Interview Malice K: “I’m not an indie artist. I’m a fuckin’ rockstar”
Carving his path in the cracks between genre, NYC-based Malice K is rejecting so-called scenes and polished production in favour of strikingly visceral storytelling.
“When I came to New York, I started having this gravitational pull [towards] this white, upper middle class indie kinda thing. And that was a really existential change for me because I just thought: ‘This is super lame’. I’m not an indie artist. I’m a fuckin’ rockstar. I hated that.”
Much like the post-pandemic phenomenon of any guitar band within a 50-mile radius of Brixton being slapped with a ‘post-punk’ tag, the past few years’ supposed indie sleaze revival had gained something of a chokehold on the scene’s spiritual home of NYC – something that alternative polymath Malice K was none too happy about being dragged into. Alex Konschuh, as he’s otherwise known, is speaking to DIY the day after kicking off his European tour at London’s Sebright Arms (where, he tells us, one crowd member was proudly sporting homemade Malice K merch), and it’s not hard to understand why he found such a lack of nuance frustrating.

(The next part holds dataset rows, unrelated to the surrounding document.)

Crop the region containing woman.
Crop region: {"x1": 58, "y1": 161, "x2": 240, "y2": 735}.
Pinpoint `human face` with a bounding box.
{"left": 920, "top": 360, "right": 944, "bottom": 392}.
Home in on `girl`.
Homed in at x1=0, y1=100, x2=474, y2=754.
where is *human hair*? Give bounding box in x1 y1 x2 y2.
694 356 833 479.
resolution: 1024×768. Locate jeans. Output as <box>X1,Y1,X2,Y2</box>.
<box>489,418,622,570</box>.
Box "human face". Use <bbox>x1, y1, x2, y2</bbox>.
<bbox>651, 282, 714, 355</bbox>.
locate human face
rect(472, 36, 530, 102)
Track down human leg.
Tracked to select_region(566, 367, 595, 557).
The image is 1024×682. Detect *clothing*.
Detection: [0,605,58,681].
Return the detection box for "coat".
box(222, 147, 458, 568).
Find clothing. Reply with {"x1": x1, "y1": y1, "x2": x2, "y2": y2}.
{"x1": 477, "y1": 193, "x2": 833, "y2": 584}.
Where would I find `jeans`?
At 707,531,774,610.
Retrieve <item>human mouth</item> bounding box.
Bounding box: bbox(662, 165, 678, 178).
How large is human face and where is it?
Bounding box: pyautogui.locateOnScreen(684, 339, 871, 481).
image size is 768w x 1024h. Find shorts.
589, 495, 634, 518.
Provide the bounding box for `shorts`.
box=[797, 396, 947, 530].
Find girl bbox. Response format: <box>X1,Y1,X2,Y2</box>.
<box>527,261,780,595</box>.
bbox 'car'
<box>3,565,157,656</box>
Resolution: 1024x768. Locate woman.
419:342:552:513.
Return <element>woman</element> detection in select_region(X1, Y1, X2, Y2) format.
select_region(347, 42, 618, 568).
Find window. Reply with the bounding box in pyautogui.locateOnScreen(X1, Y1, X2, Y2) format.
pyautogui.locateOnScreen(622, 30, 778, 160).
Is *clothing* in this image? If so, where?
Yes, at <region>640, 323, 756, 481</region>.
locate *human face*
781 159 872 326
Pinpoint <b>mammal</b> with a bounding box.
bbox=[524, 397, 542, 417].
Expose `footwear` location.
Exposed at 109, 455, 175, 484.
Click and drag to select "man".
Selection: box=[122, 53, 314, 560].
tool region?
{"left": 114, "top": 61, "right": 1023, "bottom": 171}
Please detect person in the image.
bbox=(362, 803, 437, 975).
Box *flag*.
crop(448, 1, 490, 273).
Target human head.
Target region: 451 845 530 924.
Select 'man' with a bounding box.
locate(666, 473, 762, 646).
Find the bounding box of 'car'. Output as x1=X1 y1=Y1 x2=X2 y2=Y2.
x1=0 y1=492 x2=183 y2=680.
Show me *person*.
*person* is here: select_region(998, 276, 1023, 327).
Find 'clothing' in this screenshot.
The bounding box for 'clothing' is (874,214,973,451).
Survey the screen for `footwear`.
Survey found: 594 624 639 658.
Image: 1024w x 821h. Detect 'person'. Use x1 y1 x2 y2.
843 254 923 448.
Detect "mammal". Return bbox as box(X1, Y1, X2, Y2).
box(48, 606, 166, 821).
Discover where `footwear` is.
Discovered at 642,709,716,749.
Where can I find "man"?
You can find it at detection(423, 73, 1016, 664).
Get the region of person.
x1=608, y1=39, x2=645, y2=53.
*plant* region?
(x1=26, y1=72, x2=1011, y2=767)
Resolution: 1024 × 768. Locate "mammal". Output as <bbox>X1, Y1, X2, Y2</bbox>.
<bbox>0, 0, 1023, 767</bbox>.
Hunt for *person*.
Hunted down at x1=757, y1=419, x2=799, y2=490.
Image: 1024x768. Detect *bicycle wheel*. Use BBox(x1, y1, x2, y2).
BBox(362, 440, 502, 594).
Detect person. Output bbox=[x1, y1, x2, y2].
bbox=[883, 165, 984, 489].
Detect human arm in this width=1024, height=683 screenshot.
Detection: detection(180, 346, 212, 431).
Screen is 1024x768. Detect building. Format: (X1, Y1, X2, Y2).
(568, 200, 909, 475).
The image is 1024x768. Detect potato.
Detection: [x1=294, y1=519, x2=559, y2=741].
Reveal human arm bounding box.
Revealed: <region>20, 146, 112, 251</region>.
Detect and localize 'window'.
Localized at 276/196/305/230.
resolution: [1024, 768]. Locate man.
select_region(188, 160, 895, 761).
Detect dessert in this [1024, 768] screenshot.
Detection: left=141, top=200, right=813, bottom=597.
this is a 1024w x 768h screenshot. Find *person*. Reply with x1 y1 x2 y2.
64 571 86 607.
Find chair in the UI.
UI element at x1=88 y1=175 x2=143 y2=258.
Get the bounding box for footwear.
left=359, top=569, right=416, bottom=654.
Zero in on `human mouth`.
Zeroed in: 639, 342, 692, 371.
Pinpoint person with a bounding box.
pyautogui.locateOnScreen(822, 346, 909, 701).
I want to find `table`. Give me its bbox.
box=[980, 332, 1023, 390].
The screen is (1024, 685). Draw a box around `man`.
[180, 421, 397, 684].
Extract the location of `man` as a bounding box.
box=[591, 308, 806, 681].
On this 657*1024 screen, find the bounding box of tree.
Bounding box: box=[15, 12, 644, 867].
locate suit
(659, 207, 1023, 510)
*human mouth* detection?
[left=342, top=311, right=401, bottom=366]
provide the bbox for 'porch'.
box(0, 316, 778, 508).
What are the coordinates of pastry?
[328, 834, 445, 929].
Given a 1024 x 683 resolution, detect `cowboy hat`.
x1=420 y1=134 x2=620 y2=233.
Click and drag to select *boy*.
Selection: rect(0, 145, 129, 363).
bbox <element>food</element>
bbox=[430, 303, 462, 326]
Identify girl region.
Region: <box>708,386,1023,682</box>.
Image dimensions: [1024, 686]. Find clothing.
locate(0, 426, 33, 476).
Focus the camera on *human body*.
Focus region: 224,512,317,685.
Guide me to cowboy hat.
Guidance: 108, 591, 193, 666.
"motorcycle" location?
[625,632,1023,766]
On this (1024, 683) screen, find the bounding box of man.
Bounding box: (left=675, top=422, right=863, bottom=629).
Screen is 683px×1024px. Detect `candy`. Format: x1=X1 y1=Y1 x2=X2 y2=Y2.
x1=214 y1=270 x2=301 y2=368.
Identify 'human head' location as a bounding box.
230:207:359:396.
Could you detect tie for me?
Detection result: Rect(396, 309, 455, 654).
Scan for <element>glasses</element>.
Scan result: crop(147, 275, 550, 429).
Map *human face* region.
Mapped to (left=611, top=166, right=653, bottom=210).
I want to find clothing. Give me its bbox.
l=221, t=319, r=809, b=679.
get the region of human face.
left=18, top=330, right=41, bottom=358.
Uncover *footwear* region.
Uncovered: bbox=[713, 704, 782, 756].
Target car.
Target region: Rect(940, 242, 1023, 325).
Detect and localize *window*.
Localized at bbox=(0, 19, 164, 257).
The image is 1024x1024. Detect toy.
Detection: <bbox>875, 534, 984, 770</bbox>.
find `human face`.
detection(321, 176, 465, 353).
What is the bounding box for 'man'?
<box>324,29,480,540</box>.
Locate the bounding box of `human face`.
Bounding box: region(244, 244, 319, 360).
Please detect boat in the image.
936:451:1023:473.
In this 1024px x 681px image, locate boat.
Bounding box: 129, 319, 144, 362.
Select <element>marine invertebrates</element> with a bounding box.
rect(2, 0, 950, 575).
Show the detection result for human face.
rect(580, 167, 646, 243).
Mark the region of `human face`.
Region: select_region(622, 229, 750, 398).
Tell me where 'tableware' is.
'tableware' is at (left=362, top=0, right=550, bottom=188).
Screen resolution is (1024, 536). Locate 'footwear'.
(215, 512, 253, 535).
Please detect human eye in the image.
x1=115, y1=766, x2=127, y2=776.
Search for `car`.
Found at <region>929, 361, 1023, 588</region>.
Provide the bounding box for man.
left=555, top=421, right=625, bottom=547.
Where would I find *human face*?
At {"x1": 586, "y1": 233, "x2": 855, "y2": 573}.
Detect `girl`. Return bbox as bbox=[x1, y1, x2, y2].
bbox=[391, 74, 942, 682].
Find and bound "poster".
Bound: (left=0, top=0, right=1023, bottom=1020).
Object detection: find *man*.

Both his previous projects – 2020’s ‘Harm or Heck’ and 2022’s ‘Clean Up On Aisle Heaven’ – and his upcoming third outing ‘AVANTI’ (touted as his debut proper for logistical reasons, but which Alex personally sees as LP3) are refreshingly liminal. The latter runs the gamut from tender acoustic cuts and ‘70s golden era pop (‘Songs For My Baby’, ‘Radio’) to moments of visceral, Nirvana-adjacent grunge and howling disarray (‘Halloween’, ‘You’re My Girl’). Why, then, does he think he suffered so much easy, sleazy pigeonholing? “I play guitar, so I’m automatically seen as ‘indie’,” he shrugs. “But I wasn’t playing shows for six months or something, because I wasn’t gonna get on the bill with any of those people. I just found so much of that scene to be super naive and oblivious to the actual world.”
“[Malice K] has enough reach that it can kind of belong to everything. Which makes it difficult, because then it can also just as easily not belong to anything.”
Instead, Alex views his Malice K output as embodying “more of a maverick kind of style”; having left a like-minded community of fellow creatives in LA (an artist collective dubbed Deathproof Inc.) to move to The Big Apple, he was soon forced to carve out a niche that was entirely his own. “When I was in association with something that was bigger than me, I was kinda being handed my audience, you know?” he explains. Now, he’s as comfortable playing an acoustic night as he is a trap show or a punk gig, but these chameleonic credentials come with an intrinsic element of loneliness, too. “[Malice K] has enough reach that it can kind of belong to everything,” Alex muses. “Which makes it difficult, because then it can also just as easily not belong to anything.”
Less jack of all trades and more master of one, through Malice K, Alex has found himself “being more transparent and not trying so hard to create this version of myself that I wanted to be”. As a self-confessed shy person, such sincerity doesn’t always come easily; his habit of leaking projects to “try to get gratification for something that isn’t finished” ultimately “dwindles [his] own self-confidence”, while starting afresh in New York as labels scrambled to sign him presented its own crisis of identity (“I’d only ever written music and made art, and now I was talking to lawyers. It was like, ‘I’m not living anymore’,” he affirms).
Nevertheless, Alex has channelled this tumult, both internal and external, into ‘AVANTI’ – an album that, unbeholden to the stylistic constraints of a particular sound or scene, sees Malice K seize upon something truly singular.
‘AVANTI’ is out on 23rd August via Jagjaguwar.